Put in perspective, Matthews wrote, "The result would leave the United States’ safety net far less generous than that of, say, Sweden. Hospitals aren’t nationalized. Parental leave is 12 weeks, not 480 days per couple. There isn’t a child allowance paid to all families, no strings attached. But a world in which Clinton’s agenda passed is one in which it would be the stated responsibility of government to ensure everyone can afford health care, child care, and college."

While reproductive rights and the Affordable Care Act have come up on the campaign trail, other elements of Clinton's plan have gotten less attention. Her mental health agenda includes a focus on maternal depression and mental health issues post-childbirth, as well as suicide prevention.

Clinton also wants to work to close the wage gap, give workers 12 weeks paid family leave and 12 weeks paid medical leave (when families have a new child, or a sick family member), and double the child tax credit for families with young children or those living below the poverty line.

These policies don’t cover every health concern a woman might have.
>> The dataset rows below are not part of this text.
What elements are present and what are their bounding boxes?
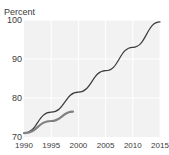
plot-area bbox=[0, 0, 169, 155]
y-tick-label: 100 bbox=[0, 16, 22, 25]
x-tick-label: 1990 bbox=[11, 141, 37, 150]
chart-svg bbox=[0, 0, 169, 155]
y-tick-label: 80 bbox=[0, 94, 22, 103]
x-tick-label: 2010 bbox=[120, 141, 146, 150]
plot-background bbox=[24, 20, 160, 137]
y-tick-label: 90 bbox=[0, 55, 22, 64]
x-tick-label: 2005 bbox=[93, 141, 119, 150]
x-tick-label: 1995 bbox=[38, 141, 64, 150]
x-tick-label: 2015 bbox=[147, 141, 169, 150]
x-tick-label: 2000 bbox=[65, 141, 91, 150]
chart-figure: Percent 708090100 1990199520002005201020… bbox=[0, 0, 169, 155]
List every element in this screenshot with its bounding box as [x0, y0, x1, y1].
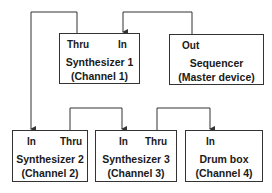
- device-channel: (Master device): [170, 71, 263, 83]
- synthesizer-2-box: In Thru Synthesizer 2 (Channel 2): [12, 130, 88, 182]
- device-channel: (Channel 2): [13, 167, 87, 179]
- device-name: Synthesizer 3: [96, 153, 176, 165]
- in-port-label: In: [206, 136, 215, 147]
- wire-synth3-to-drum: [157, 108, 210, 130]
- device-channel: (Channel 4): [186, 167, 262, 179]
- device-name: Synthesizer 1: [60, 56, 139, 68]
- thru-port-label: Thru: [60, 136, 82, 147]
- device-name: Drum box: [186, 153, 262, 165]
- device-name: Sequencer: [170, 57, 263, 69]
- drum-box-box: In Drum box (Channel 4): [185, 130, 263, 182]
- wire-sequencer-to-synth1: [123, 12, 192, 34]
- in-port-label: In: [119, 136, 128, 147]
- sequencer-box: Out Sequencer (Master device): [169, 34, 264, 85]
- in-port-label: In: [27, 136, 36, 147]
- device-channel: (Channel 1): [60, 70, 139, 82]
- wire-synth2-to-synth3: [70, 108, 122, 130]
- device-name: Synthesizer 2: [13, 153, 87, 165]
- synthesizer-3-box: In Thru Synthesizer 3 (Channel 3): [95, 130, 177, 182]
- synthesizer-1-box: Thru In Synthesizer 1 (Channel 1): [59, 33, 140, 84]
- out-port-label: Out: [182, 40, 199, 51]
- device-channel: (Channel 3): [96, 167, 176, 179]
- thru-port-label: Thru: [145, 136, 167, 147]
- thru-port-label: Thru: [67, 39, 89, 50]
- in-port-label: In: [118, 39, 127, 50]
At a time when obesity rates are rapidly rising among American women, for example, Clinton has barely uttered a word on the issue. She’s also been quiet about whether she’d ramp up funding for women’s health research.
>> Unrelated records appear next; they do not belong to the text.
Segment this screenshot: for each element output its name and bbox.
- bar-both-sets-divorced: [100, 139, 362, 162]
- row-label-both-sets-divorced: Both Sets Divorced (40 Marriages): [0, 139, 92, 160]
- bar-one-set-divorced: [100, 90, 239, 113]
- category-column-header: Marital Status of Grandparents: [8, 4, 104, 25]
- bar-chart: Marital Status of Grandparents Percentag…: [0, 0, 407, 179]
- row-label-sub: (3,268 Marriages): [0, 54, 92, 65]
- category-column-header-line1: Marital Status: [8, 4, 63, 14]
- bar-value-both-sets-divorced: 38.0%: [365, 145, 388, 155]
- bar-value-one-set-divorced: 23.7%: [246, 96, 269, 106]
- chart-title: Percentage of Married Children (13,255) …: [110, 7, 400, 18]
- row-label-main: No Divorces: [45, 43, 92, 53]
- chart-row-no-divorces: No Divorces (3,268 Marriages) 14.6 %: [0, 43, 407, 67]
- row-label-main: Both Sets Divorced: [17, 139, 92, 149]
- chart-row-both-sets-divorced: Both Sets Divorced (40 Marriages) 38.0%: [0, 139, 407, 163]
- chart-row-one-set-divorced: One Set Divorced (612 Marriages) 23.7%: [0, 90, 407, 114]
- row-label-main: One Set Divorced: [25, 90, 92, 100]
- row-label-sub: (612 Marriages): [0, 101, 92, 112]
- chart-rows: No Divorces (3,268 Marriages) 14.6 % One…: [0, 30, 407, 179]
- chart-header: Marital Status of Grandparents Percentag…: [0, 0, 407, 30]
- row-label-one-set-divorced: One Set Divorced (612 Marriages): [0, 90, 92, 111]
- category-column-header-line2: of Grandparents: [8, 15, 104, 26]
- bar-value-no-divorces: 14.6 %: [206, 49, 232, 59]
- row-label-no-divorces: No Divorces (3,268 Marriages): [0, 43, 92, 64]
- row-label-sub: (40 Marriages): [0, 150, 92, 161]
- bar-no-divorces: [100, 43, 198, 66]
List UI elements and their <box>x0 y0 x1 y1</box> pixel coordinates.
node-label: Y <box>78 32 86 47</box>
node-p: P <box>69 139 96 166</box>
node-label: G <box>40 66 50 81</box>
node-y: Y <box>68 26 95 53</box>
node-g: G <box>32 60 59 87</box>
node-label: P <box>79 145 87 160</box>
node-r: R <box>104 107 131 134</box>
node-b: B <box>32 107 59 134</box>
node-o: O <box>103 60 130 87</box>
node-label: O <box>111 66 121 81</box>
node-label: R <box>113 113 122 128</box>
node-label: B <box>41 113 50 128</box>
Women’s health in the US is sliding backward on several key measures

If Clinton is elected, her timing will be very apt. Women’s health in America has been going the wrong way on several key measures.

Exactly a year before this election, a blockbuster study came out of Princeton documenting a dramatic rise in mortality among middle-aged white Americans. Hidden in that study was even more dramatic — and surprising — data showing that women’s health has been sliding backward on many important indicators. From 1999 to 2013, while the death rate among middle-aged white women steadily ticked up, white men actually saw decreases in mortality since 2005.
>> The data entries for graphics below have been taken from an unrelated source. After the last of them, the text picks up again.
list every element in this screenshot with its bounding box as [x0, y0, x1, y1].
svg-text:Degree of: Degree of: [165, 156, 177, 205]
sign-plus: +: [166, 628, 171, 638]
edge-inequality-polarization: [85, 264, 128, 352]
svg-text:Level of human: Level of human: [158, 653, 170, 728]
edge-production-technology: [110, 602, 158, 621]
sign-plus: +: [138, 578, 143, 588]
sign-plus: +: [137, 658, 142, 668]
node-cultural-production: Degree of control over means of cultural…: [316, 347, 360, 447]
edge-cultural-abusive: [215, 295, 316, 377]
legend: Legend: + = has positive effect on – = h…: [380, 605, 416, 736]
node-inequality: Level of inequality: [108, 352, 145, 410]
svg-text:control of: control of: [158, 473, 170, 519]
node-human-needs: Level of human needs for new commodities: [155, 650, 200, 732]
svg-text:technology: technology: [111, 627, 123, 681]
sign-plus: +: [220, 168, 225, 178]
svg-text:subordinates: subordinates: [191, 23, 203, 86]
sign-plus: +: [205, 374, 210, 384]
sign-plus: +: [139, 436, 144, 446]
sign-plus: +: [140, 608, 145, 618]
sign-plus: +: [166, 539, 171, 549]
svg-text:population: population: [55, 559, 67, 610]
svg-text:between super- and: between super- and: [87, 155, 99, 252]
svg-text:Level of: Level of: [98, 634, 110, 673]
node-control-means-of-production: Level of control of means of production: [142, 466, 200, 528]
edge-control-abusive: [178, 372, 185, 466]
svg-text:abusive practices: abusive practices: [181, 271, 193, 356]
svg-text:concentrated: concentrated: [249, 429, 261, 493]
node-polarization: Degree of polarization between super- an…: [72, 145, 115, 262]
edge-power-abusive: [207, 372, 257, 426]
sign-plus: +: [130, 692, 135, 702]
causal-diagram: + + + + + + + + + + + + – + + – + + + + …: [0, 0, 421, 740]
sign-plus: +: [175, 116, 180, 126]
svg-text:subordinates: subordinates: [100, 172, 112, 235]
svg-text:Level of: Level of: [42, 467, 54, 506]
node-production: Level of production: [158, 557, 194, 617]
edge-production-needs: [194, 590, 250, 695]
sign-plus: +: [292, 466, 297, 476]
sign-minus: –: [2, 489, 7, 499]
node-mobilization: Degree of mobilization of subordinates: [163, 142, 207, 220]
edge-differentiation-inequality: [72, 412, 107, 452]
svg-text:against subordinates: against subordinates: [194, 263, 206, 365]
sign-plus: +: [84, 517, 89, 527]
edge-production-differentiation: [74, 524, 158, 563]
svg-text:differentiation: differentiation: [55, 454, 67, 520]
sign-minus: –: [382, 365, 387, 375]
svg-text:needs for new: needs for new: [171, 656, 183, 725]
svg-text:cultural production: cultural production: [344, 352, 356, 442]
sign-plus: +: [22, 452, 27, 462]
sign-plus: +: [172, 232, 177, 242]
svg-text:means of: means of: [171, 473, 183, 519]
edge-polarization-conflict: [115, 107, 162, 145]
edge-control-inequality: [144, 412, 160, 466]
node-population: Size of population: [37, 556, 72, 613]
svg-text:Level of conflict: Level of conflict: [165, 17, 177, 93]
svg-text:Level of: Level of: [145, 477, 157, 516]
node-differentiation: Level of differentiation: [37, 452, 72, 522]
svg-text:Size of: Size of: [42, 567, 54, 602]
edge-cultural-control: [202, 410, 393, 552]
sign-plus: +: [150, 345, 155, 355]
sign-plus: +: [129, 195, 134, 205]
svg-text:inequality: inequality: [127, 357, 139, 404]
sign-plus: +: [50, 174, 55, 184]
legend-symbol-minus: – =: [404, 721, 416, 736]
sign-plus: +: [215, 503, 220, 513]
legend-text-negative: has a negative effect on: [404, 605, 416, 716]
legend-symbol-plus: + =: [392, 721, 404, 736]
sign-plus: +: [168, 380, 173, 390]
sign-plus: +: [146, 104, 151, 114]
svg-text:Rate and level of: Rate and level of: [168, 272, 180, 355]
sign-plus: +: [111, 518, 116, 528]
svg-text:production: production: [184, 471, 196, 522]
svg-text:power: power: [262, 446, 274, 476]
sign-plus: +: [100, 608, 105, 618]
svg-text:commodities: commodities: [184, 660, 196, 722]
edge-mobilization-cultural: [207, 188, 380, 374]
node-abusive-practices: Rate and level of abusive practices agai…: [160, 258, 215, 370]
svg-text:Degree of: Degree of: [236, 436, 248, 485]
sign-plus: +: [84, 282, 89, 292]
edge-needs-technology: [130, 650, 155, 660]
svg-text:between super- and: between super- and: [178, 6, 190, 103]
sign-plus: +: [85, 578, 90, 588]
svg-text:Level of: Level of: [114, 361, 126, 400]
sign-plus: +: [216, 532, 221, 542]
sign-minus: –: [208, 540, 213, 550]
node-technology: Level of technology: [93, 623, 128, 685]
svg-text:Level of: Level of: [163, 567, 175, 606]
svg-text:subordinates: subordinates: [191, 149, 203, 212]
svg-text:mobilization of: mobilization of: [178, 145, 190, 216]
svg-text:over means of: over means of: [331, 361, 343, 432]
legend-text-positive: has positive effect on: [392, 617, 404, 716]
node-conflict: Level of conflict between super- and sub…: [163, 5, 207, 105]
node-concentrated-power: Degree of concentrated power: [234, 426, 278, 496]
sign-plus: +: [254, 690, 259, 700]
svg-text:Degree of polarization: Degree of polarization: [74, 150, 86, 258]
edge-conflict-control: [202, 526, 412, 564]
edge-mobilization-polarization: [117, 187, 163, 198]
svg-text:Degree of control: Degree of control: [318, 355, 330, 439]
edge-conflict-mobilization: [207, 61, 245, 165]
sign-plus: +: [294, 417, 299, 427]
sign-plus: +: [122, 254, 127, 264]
Women are committing suicide more often these days, they’re much more likely to die during child birth than they were in the early 1990s, their obesity rate is climbing while men’s is plateauing, and they’re now dying of lung cancer and accidental poisonings at a faster rate than ever before.

These are disturbing trends that Hillary Clinton can’t turn around all by herself. A lot of what she would be able to do as president will depend on whether Democrats take control of the Senate.

She’ll be able to push some policies through by executive orders, but others would need get the support of a majority of lawmakers in Congress. For example, she could make changes to the federal workforce, such as requiring paid leave or accommodations to pregnant women and childcare, without Congress. But any changes involving the broader population and taxpayer dollars would need to go through Congress, which could be a major obstacle if the Republicans keep control of both houses.

Regardless, simply drawing attention to these issues through the bully pulpit of the presidency (if she wins it) "could lead to some groundswell of support that might move some of the states to start taking action," Swers said. "She will pay attention to women’s health, make it a priority, and consider pushing federal funds toward it." Her presidency would also mean several senior Democratic women who are in line to chair committees will likely get leadership roles.

There are also the indirect ways through which a woman president could improve women’s health. If a woman leader inspires girls to boost their aspirations for their lives, this could improve their education and income, which would have an impact on their health (since we know higher education and earnings are tied to better health outcomes). "If we think about mental health as also being part of ‘women’s health,’" Hughes added, "women’s presence in visible leadership roles is inspirational and could transform their feelings of self-worth." These gains could be dramatic, and difficult to measure.